Art News:
FOR IMMEDIATE RELEASE
Contact: Jennifer Schick, 215-235-3405
Images Available Upon Request
InLiquid at International House presents
Just Add Maggots
An installation by Colette Copeland
Featuring videos MyDeath.com and Ossa
March 11 - April 30, 2011
International House Video Lounge
3701 Chestnut Street, first floor, Philadelphia, PA
Opening reception: Wednesday, March 16, 2011, 6 – 8 pm
(Philadelphia, March 2011) This spring, InLiquid presents Just Add Maggots, an installation of two-dimensional work and videos produced by Colette Copeland at the International House Video Lounge.

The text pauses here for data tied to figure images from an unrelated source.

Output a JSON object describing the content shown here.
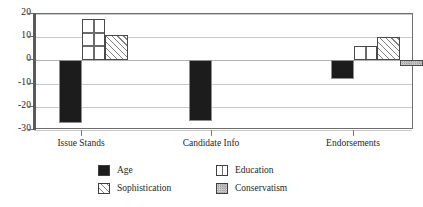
{
  "chart_data": {
    "type": "bar",
    "title": "",
    "subtitle": "",
    "xlabel": "",
    "ylabel": "",
    "categories": [
      "Issue Stands",
      "Candidate Info",
      "Endorsements"
    ],
    "ylim": [
      -30,
      20
    ],
    "yticks": [
      20,
      10,
      0,
      -10,
      -20,
      -30
    ],
    "ytick_labels": [
      "20",
      "10",
      "0",
      "-10",
      "-20",
      "-30"
    ],
    "grid": true,
    "legend_position": "below-center",
    "zero_reference_line": 0,
    "series": [
      {
        "name": "Age",
        "fill": "solid-black",
        "color": "#1c1c1c",
        "values": [
          -27,
          -26,
          -8
        ]
      },
      {
        "name": "Sophistication",
        "fill": "diagonal-hatch",
        "color": "#808080",
        "values": [
          11,
          0,
          10
        ]
      },
      {
        "name": "Education",
        "fill": "grid-cross-hatch",
        "color": "#6b6b6b",
        "values": [
          18,
          0,
          6
        ]
      },
      {
        "name": "Conservatism",
        "fill": "stipple-dot",
        "color": "#9a9a9a",
        "values": [
          0,
          0,
          -2.5
        ]
      }
    ],
    "legend_order": [
      "Age",
      "Education",
      "Sophistication",
      "Conservatism"
    ]
  }
}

The exhibition will be on view from March 11 through April 30, 2011. There will be a reception for the artist on Wednesday, March 16, 2011 from 6 to 8 pm.
Just Add Maggots features an installation of two and three-dimensional work and two videos, each drawing the viewer to a darker place through Copeland’s fascination with death and macabre. From creating a fantasy, dark world, to giving a humorous “how-to” instruction on planning a funeral quickly, the artist shows us the beauty in death and darkness.
Ossa, 2009, stop-action animation, 3.13 minutes
Produced by Christopher Dunkle & Colette Copeland
Music from River Weeds composed by William Harper
“Gifted with a box of small animal skeletons, I envisioned creating a magical, but dark world, where the skeletons came alive, enacting primal rituals. Animator
Christopher Dunkle shared my vision and together we collaborated on this short video inspired by the Quay Brothers and Tim Burton’s “Corpse Bride”.” (Colette Copeland)
Mydeath.com, 2007, digital video/animation, 90 seconds
Directed/animated by Colette Copeland
“The video, Mydeath.com (a.k.a. how to plan a funeral in 90 seconds or less) humorously asserts the Internet as the ultimate commodified marketplace. Recontextualizing images downloaded from various ‘death’ websites, the work celebrates the bombardment of visual information questioning our saturation point and how we decipher the accuracy of information.” (Colette Copeland)
“In Mary Roach's darkly humorous best-selling book,
Stiff--The Curious Lives of Human Cadavers, she states that there are many people who feel that ‘to do anything other than bury or cremate the dead is disrespectful, which includes writing a book about them.’ I'm guessing there will be those who feel the same way about this exhibition, suggesting I am irreverent, a shockaholic
, or worse, suffering from psychotic dementia. To them I say—
Please sample the French Onion Soup with Salmonella sauce.” (Colette Copeland)
Colette Copeland is a multi-media visual artist, writer, and cultural critic whose work examines issues surrounding death, the macabre, and contemporary culture. She teaches visual studies and writing at the University of Pennsylvania. She received her BFA from Pratt Institute in New York and her MFA from Syracuse University. She is the recipient of a Leeway Foundation Award for Art & Change. Over the past 7 years, her work has been exhibited in 12 solo exhibitions and 52 group exhibitions/festivals spanning 17 countries. Highlights include the Arad Biennale in Romania; the Museum of Fine Arts in Venado Tuerto, Argentina; the National Center for Contemporary Art in Moscow; Novosibirsk State Art Museum in Russia; City Nord in Hamburg, Germany; Ars Latina in Macerata, Italy, Mexicali, Baja and Castellon, Spain; Cultural Communication Center in Klapeda, Lithuania; Los Angeles Center for Digital Art; Scope Hamptons in New York; Kratkofil Film Festival in Bosnia/Herzgovina; and a traveling exhibition throughout India and Bangladesh, including Calcutta, Bombay, and Dhaka.
Ms. Copeland is a contributing writer for Ceramics—Art and Perception, Exposure
Journal, and Afterimage—Journal of Media Arts and Cultural Criticism. For seven years, she wrote a quarterly column for Fotophile Magazine and contributed to The Photo Review. She lives in Media, PA with her husband Ian, two children – Camille and Cole – and boxes full of dead things.
Gallery hours at the International House are Monday through Friday, 10am to 6pm. Admission is FREE to International House art exhibitions. Video installations at International House are made possible with the support of Genesis Asset Protection.